Scott Berry, Raoul Dean, and Joseph Hamilton, three teenage runaways and vandals sent to Bleda Reformatory, come face to face with violence when one of the three is murdered and the surviving two seek the killer
Damon Galgut was born in Pretoria in 1963. He wrote his first novel, A Sinless Season, when he was seventeen. His other books include Small Circle of Beings, The Beautiful Screaming of Pigs, The Quarry, The Good Doctor and The Impostor. The Good Doctor was shortlisted for the Man Booker Prize, the Commonwealth Writers' Prize and the Dublin/IMPAC Award. The Imposter was also shortlisted for the Commonwealth Writers' Prize. He lives in Cape Town.
i'm still reeling a bit from this book! he wrote it when he was 17, apparently, and its kind of morbid and hysterical yet gripping and occasionally beautiful. Its about some boys who get sent to a reform school by the ocean, on the edge of a cliff....it's set in south africa, not that the national context seems at all relevant, unless one wants to read the whole thing as being some kind of metaphor for the violence and insanity bubbling under the surface of middle class white life. The school appears to be a well-functioning, liberal establishment, but the boys are up to some nasty things in secret, and its not that hard to start a mutiny. The blurb describes it as being a kind of lord of the flies; but its really about the main character, scott's, feelings for his ruffian friend raoul-who may or may not be a sociopath-and where obsessive homoerotic devotion can lead you...
The writing was honestly good. I loved how it enabled me to enter that world. The book was philosophical and daunting at the same time. Honestly morbid af. I feel unsettled after reading. What is good?
I think Galgut's later books are much better written - In A Strange Room or The Good Doctor. I wanted to read this book because I like Galgut so much, that I was interested in his earlier writings. There are glimmers of greatness in this book, but plot-wise it just was not that satisfying to me. It is a quick read.
Written when the author was a teenager. My goodness. The writing is quite good. The plot is quite good. The ending, the real one after the cliche cinematic denouement, is quite good, and, surprisingly, has a striking similarity to my previous read.
The teenage world of bad parenting, bad influences, and homoeroticism, rendered by a teenager, I repeat, a teenager.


TRY IT>
Transcribe each record exactly, but omit pictures.

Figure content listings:
=== Section Start ===

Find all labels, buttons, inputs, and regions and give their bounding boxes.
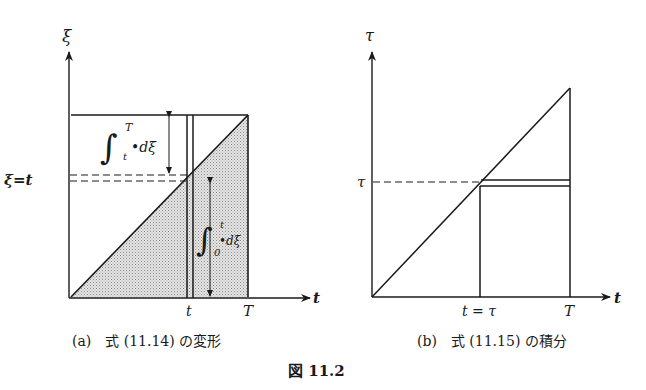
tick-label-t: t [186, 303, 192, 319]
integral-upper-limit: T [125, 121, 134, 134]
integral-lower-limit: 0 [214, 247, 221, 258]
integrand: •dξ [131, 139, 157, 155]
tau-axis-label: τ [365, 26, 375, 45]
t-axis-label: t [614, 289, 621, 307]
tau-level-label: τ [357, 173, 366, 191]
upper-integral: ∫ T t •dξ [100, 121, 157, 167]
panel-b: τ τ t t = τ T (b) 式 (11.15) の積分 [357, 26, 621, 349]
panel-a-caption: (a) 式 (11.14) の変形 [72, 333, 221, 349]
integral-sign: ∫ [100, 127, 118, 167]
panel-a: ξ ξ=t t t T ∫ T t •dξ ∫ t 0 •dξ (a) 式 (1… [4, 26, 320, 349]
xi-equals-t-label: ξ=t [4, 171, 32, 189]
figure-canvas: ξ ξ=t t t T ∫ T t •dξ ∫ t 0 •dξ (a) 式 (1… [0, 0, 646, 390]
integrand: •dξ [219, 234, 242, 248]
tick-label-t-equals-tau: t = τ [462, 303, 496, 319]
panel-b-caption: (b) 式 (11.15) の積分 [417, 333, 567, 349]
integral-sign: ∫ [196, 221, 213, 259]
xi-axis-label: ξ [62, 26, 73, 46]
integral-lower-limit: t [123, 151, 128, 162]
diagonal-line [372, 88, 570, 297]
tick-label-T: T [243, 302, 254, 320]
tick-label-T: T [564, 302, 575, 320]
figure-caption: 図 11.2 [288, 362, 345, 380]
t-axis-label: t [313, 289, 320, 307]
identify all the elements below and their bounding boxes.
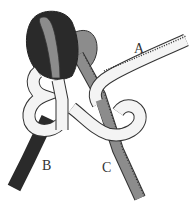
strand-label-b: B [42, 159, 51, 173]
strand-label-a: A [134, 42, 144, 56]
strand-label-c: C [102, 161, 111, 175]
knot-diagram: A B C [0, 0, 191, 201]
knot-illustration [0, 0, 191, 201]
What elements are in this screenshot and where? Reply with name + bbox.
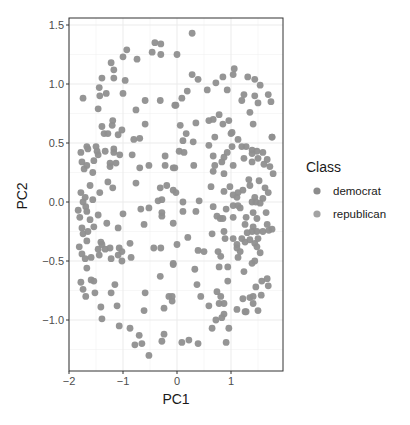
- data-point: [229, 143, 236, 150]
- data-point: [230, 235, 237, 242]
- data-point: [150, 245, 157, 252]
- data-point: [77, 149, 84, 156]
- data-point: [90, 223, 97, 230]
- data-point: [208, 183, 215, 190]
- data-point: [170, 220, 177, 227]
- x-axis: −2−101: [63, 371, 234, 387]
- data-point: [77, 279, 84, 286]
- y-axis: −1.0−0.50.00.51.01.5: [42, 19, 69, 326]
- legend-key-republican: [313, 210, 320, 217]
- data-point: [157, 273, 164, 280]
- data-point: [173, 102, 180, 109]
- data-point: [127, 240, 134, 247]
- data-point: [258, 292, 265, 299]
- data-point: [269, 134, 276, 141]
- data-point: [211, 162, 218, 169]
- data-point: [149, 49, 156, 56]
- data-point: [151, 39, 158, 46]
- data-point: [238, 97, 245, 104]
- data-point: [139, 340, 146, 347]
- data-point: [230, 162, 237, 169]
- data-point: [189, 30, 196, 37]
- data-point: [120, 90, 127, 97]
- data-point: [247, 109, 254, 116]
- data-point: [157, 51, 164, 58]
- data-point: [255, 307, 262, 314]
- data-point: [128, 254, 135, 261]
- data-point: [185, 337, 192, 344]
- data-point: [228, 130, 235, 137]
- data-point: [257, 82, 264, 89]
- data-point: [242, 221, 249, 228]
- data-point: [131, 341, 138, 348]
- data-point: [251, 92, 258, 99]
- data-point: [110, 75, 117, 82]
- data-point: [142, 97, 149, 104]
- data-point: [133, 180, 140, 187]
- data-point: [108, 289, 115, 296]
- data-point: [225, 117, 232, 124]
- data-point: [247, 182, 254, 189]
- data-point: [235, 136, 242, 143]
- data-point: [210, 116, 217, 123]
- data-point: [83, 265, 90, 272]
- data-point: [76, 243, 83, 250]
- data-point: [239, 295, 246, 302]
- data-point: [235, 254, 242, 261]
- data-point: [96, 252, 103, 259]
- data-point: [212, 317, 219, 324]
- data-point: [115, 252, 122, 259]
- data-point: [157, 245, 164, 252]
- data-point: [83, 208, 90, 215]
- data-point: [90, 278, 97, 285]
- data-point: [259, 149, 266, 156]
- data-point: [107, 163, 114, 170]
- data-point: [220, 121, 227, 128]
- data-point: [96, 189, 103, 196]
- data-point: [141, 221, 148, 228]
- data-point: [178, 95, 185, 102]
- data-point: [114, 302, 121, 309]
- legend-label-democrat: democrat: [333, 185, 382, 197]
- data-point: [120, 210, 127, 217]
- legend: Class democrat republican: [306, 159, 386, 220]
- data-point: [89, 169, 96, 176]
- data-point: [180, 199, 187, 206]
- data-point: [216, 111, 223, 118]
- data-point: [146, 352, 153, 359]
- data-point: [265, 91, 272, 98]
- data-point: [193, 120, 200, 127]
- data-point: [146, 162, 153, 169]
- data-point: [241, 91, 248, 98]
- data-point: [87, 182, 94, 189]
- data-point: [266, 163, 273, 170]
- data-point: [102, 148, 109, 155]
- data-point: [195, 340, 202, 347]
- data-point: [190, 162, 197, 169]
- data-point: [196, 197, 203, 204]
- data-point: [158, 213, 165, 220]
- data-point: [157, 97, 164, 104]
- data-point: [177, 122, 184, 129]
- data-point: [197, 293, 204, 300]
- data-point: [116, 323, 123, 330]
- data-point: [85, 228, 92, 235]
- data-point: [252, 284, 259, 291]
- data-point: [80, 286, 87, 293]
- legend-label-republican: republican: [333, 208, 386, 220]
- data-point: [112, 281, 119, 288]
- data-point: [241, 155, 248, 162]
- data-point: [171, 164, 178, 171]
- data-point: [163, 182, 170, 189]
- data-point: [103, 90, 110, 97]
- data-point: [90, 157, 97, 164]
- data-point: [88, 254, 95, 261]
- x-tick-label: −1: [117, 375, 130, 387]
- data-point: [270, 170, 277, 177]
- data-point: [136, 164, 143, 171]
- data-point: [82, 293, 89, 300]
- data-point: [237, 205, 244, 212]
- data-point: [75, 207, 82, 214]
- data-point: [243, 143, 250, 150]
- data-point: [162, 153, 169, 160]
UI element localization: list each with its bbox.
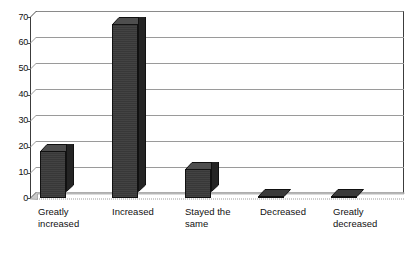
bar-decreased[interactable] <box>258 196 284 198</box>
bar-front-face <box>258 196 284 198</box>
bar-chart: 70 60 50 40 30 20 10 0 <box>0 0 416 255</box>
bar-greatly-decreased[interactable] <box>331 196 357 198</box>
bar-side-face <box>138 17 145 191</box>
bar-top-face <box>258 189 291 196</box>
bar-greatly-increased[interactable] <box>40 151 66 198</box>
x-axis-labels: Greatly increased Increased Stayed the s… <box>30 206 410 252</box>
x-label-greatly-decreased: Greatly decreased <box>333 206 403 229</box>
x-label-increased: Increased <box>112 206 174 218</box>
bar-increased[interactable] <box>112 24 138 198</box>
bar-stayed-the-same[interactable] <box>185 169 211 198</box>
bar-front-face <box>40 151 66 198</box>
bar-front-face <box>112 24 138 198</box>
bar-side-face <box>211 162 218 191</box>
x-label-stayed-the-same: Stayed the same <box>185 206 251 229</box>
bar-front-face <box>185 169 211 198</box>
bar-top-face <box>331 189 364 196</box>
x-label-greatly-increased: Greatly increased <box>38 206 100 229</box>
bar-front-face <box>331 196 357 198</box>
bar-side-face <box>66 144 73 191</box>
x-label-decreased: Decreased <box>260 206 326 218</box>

=== Section End ===

SOLUTION>
Find all labels, buttons, inputs, and regions and give their bounding boxes.
tick-label-t: t [186, 303, 192, 319]
integral-upper-limit: T [125, 121, 134, 134]
integral-lower-limit: 0 [214, 247, 221, 258]
integrand: •dξ [131, 139, 157, 155]
tau-axis-label: τ [365, 26, 375, 45]
t-axis-label: t [614, 289, 621, 307]
tau-level-label: τ [357, 173, 366, 191]
upper-integral: ∫ T t •dξ [100, 121, 157, 167]
panel-b: τ τ t t = τ T (b) 式 (11.15) の積分 [357, 26, 621, 349]
panel-a-caption: (a) 式 (11.14) の変形 [72, 333, 221, 349]
integral-sign: ∫ [100, 127, 118, 167]
panel-a: ξ ξ=t t t T ∫ T t •dξ ∫ t 0 •dξ (a) 式 (1… [4, 26, 320, 349]
xi-equals-t-label: ξ=t [4, 171, 32, 189]
figure-canvas: ξ ξ=t t t T ∫ T t •dξ ∫ t 0 •dξ (a) 式 (1… [0, 0, 646, 390]
integrand: •dξ [219, 234, 242, 248]
tick-label-t-equals-tau: t = τ [462, 303, 496, 319]
panel-b-caption: (b) 式 (11.15) の積分 [417, 333, 567, 349]
integral-sign: ∫ [196, 221, 213, 259]
xi-axis-label: ξ [62, 26, 73, 46]
integral-lower-limit: t [123, 151, 128, 162]
diagonal-line [372, 88, 570, 297]
tick-label-T: T [243, 302, 254, 320]
tick-label-T: T [564, 302, 575, 320]
figure-caption: 図 11.2 [288, 362, 345, 380]
t-axis-label: t [313, 289, 320, 307]
identify all the elements below and their bounding boxes.
strand-label-b: B [42, 159, 51, 173]
strand-label-a: A [134, 42, 144, 56]
strand-label-c: C [102, 161, 111, 175]
knot-diagram: A B C [0, 0, 191, 201]
knot-illustration [0, 0, 191, 201]
What elements are in this screenshot and where? Reply with name + bbox.
- data-point: [229, 143, 236, 150]
- data-point: [230, 235, 237, 242]
- data-point: [150, 245, 157, 252]
- data-point: [77, 149, 84, 156]
- data-point: [90, 223, 97, 230]
- data-point: [208, 183, 215, 190]
- data-point: [170, 220, 177, 227]
- x-axis: −2−101: [63, 371, 234, 387]
- data-point: [77, 279, 84, 286]
- y-axis: −1.0−0.50.00.51.01.5: [42, 19, 69, 326]
- legend-key-republican: [313, 210, 320, 217]
- data-point: [157, 273, 164, 280]
- data-point: [173, 102, 180, 109]
- data-point: [127, 240, 134, 247]
- data-point: [258, 292, 265, 299]
- data-point: [269, 134, 276, 141]
- data-point: [211, 162, 218, 169]
- data-point: [149, 49, 156, 56]
- data-point: [151, 39, 158, 46]
- data-point: [238, 97, 245, 104]
- data-point: [139, 340, 146, 347]
- data-point: [230, 162, 237, 169]
- data-point: [189, 30, 196, 37]
- data-point: [120, 90, 127, 97]
- data-point: [247, 109, 254, 116]
- data-point: [157, 51, 164, 58]
- data-point: [255, 307, 262, 314]
- data-point: [128, 254, 135, 261]
- data-point: [185, 337, 192, 344]
- data-point: [228, 130, 235, 137]
- data-point: [257, 82, 264, 89]
- data-point: [242, 221, 249, 228]
- data-point: [131, 341, 138, 348]
- data-point: [251, 92, 258, 99]
- data-point: [110, 75, 117, 82]
- data-point: [142, 97, 149, 104]
- data-point: [133, 180, 140, 187]
- data-point: [108, 289, 115, 296]
- data-point: [225, 117, 232, 124]
- data-point: [247, 182, 254, 189]
- data-point: [235, 136, 242, 143]
- data-point: [210, 116, 217, 123]
- data-point: [83, 265, 90, 272]
- data-point: [76, 243, 83, 250]
- data-point: [239, 295, 246, 302]
- data-point: [235, 254, 242, 261]
- data-point: [96, 252, 103, 259]
- data-point: [212, 317, 219, 324]
- data-point: [115, 252, 122, 259]
- data-point: [157, 245, 164, 252]
- data-point: [83, 208, 90, 215]
- data-point: [90, 278, 97, 285]
- data-point: [259, 149, 266, 156]
- data-point: [107, 163, 114, 170]
- data-point: [220, 121, 227, 128]
- data-point: [96, 189, 103, 196]
- data-point: [141, 221, 148, 228]
- data-point: [178, 95, 185, 102]
- data-point: [114, 302, 121, 309]
- legend-label-democrat: democrat: [333, 185, 382, 197]
- data-point: [120, 210, 127, 217]
- legend: Class democrat republican: [306, 159, 386, 220]
- data-point: [89, 169, 96, 176]
- data-point: [180, 199, 187, 206]
- data-point: [216, 111, 223, 118]
- data-point: [146, 352, 153, 359]
- data-point: [265, 91, 272, 98]
- data-point: [193, 120, 200, 127]
- data-point: [146, 162, 153, 169]
- data-point: [241, 91, 248, 98]
- data-point: [87, 182, 94, 189]
- data-point: [266, 163, 273, 170]
- data-point: [102, 148, 109, 155]
- data-point: [195, 340, 202, 347]
- data-point: [190, 162, 197, 169]
- data-point: [196, 197, 203, 204]
- data-point: [158, 213, 165, 220]
- data-point: [157, 97, 164, 104]
- data-point: [177, 122, 184, 129]
- data-point: [197, 293, 204, 300]
- data-point: [116, 323, 123, 330]
- data-point: [85, 228, 92, 235]
- data-point: [252, 284, 259, 291]
- data-point: [80, 286, 87, 293]
- legend-label-republican: republican: [333, 208, 386, 220]
- data-point: [112, 281, 119, 288]
- data-point: [241, 155, 248, 162]
- data-point: [171, 164, 178, 171]
- data-point: [163, 182, 170, 189]
- data-point: [103, 90, 110, 97]
- data-point: [90, 157, 97, 164]
- data-point: [88, 254, 95, 261]
- x-tick-label: −1: [117, 375, 130, 387]
- data-point: [270, 170, 277, 177]
- data-point: [136, 164, 143, 171]
- data-point: [82, 293, 89, 300]
- data-point: [237, 205, 244, 212]
- data-point: [75, 207, 82, 214]
- data-point: [243, 143, 250, 150]
- data-point: [162, 153, 169, 160]
UI element localization: list each with its bbox.
bar-decreased[interactable] <box>258 196 284 198</box>
bar-front-face <box>258 196 284 198</box>
bar-chart: 70 60 50 40 30 20 10 0 <box>0 0 416 255</box>
bar-greatly-decreased[interactable] <box>331 196 357 198</box>
bar-side-face <box>138 17 145 191</box>
bar-top-face <box>258 189 291 196</box>
bar-greatly-increased[interactable] <box>40 151 66 198</box>
x-axis-labels: Greatly increased Increased Stayed the s… <box>30 206 410 252</box>
x-label-greatly-decreased: Greatly decreased <box>333 206 403 229</box>
x-label-increased: Increased <box>112 206 174 218</box>
bar-increased[interactable] <box>112 24 138 198</box>
bar-stayed-the-same[interactable] <box>185 169 211 198</box>
bar-front-face <box>40 151 66 198</box>
bar-front-face <box>112 24 138 198</box>
bar-side-face <box>211 162 218 191</box>
x-label-stayed-the-same: Stayed the same <box>185 206 251 229</box>
bar-front-face <box>185 169 211 198</box>
bar-top-face <box>331 189 364 196</box>
x-label-greatly-increased: Greatly increased <box>38 206 100 229</box>
bar-front-face <box>331 196 357 198</box>
bar-side-face <box>66 144 73 191</box>
x-label-decreased: Decreased <box>260 206 326 218</box>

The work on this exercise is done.